The Lassalle Ranch (alternately LaSalle) in 1963.
According to Maggi Perkins (2010:46), the ranch that Frank Lassalle started established in 1890 "remained a working ranch into the early 1960s." (Today it's a
housing development; see map below.)
Describing this image, she writes that the ranch "was famous for its barbecues, with most of the food being prepared in the original beehive oven seen in the center of the photograph.
The orginal ranch house can be seen on the left, and the small building on the right was used as a wine cellar."
About Frank Lassalle
Frank Lassalle (alternately Lasalle) was born May 22, 1870, in France, as Francois Lassalle. He emigrated to the United States in 1890 and established a farm in Wiley
Canyon about that time. (There was a Lasalle who ran the meat market in the former Campton's General Store in Newhall around 1900, but we don't know if it's the same person.)
The 1910 U.S. Census for Newhall lists him as a self-employed farmer and shows he had two laborers
living with him at his ranch: Peter Sibus, 46, of France; and
Pedro Gutierrez, 20, of Spain. Sibus came over in 1907, Gutierrez in 1909. All were bachelors, at least in 1910.

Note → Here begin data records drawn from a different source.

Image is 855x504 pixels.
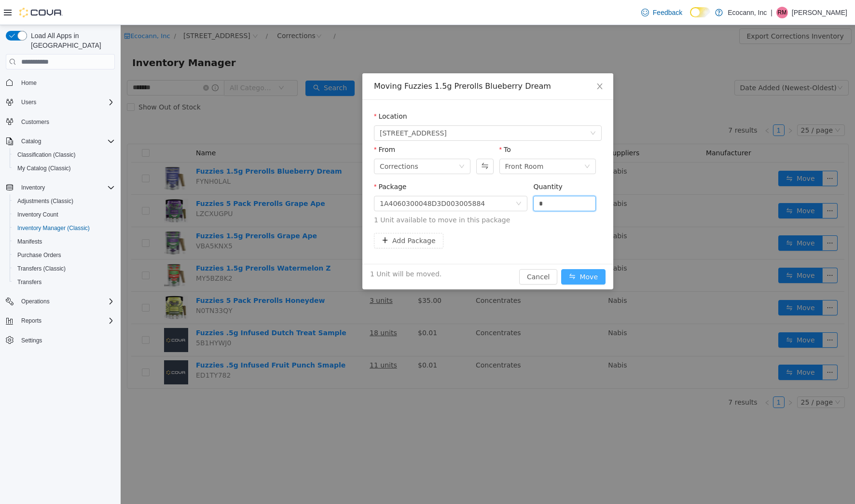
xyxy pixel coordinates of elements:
span: Inventory [21,184,45,192]
div: Corrections [259,134,298,149]
button: Inventory [2,181,119,194]
a: Transfers [13,277,46,288]
button: Reports [18,315,46,326]
a: Inventory Count [13,208,63,220]
p: | [771,7,773,18]
span: Catalog [21,138,41,145]
a: Adjustments (Classic) [13,195,77,207]
span: Inventory [18,182,115,193]
span: Adjustments (Classic) [13,195,115,207]
span: Settings [21,336,42,344]
span: Customers [21,118,49,126]
label: To [379,121,391,128]
div: 1A4060300048D3D003005884 [259,171,365,185]
a: My Catalog (Classic) [13,162,74,174]
span: Inventory Manager (Classic) [18,224,90,232]
input: Quantity [413,171,475,185]
button: Purchase Orders [10,248,119,262]
button: Close [466,48,492,75]
button: Customers [2,114,119,128]
a: Transfers (Classic) [13,263,70,274]
label: Location [254,87,287,95]
button: Reports [2,314,119,327]
i: icon: down [468,181,471,184]
button: Home [2,75,119,89]
button: Settings [2,333,119,347]
span: Users [18,96,115,108]
span: 306 F St [259,101,326,115]
button: Cancel [398,244,437,260]
span: Manifests [13,236,115,247]
i: icon: down [464,138,469,145]
span: My Catalog (Classic) [18,164,71,172]
span: Users [21,98,37,106]
a: Customers [18,117,53,128]
button: Inventory Count [10,208,119,221]
span: Home [18,77,115,88]
a: Inventory Manager (Classic) [13,223,93,234]
span: Increase Value [464,171,475,178]
span: Purchase Orders [18,251,61,259]
span: RM [778,7,787,18]
label: Quantity [412,158,442,166]
span: Transfers [13,277,115,288]
p: [PERSON_NAME] [792,7,847,18]
span: My Catalog (Classic) [13,162,115,174]
button: Operations [2,295,119,308]
button: Manifests [10,235,119,248]
a: Classification (Classic) [13,149,79,161]
span: Settings [18,334,115,346]
label: From [254,121,275,128]
span: Manifests [18,238,42,246]
span: Operations [18,296,115,307]
i: icon: down [396,175,401,183]
div: Front Room [384,134,423,149]
button: Users [2,95,119,109]
button: My Catalog (Classic) [10,161,119,175]
span: Inventory Count [18,211,58,218]
nav: Complex example [6,72,115,372]
span: Inventory Manager (Classic) [13,223,115,234]
a: Feedback [637,3,686,22]
span: Load All Apps in [GEOGRAPHIC_DATA] [27,31,115,50]
button: Operations [18,296,53,307]
a: Purchase Orders [13,249,65,261]
span: 1 Unit available to move in this package [254,190,481,200]
a: Home [18,77,41,88]
button: Inventory [18,182,48,193]
span: Transfers (Classic) [18,265,65,272]
span: Home [21,79,37,87]
span: Operations [21,298,50,305]
span: Feedback [653,8,682,18]
button: Adjustments (Classic) [10,194,119,208]
i: icon: close [476,58,483,65]
span: Decrease Value [464,178,475,185]
span: Reports [18,315,115,326]
button: Transfers [10,275,119,289]
button: Catalog [18,135,45,147]
span: Transfers (Classic) [13,263,115,274]
input: Dark Mode [690,7,710,18]
span: Purchase Orders [13,249,115,261]
span: Classification (Classic) [18,151,76,159]
button: Users [18,96,40,108]
span: Transfers [18,278,41,286]
a: Settings [18,335,46,346]
span: Inventory Count [13,208,115,220]
span: Customers [18,116,115,128]
button: Inventory Manager (Classic) [10,221,119,235]
i: icon: down [469,105,476,112]
button: Classification (Classic) [10,148,119,161]
div: Ray Markland [776,7,788,18]
button: Catalog [2,135,119,148]
span: Catalog [18,135,115,147]
span: Reports [21,317,41,324]
div: Moving Fuzzies 1.5g Prerolls Blueberry Dream [254,56,481,67]
span: Adjustments (Classic) [18,197,73,205]
img: Cova [19,8,63,18]
i: icon: up [468,173,471,177]
a: Manifests [13,236,46,247]
i: icon: down [339,138,344,145]
button: icon: plusAdd Package [254,208,323,223]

But bachelorhood was not to last for Frank Lassalle. By 1920, he had a wife (Nathalie) and five daughters: Marie, 7; Francine, 5; Rosa, 4; Teresa, 2; and Anna L. (aka Lorraine A.), 2 months.
By 1930 he had a sixth daughter, Marguerite.
Frank Lassalle died at age 78 on Dec. 2, 1948. He is buried at Calvary Cemetery, 4201 Whittier Blvd.,
Los Angeles., where Nathalie (1879-1959) also rests.
Today his grapes are gone, but Frank Lassalle's name lives on at Rancho La Salle, a gated tract of 25 homes built in 1979 along La Salle Canyon Drive, south of Calgrove Boulevard, on a section of
Lassalle's ranch.
Genealogical research by Tricia Lemon Putnam.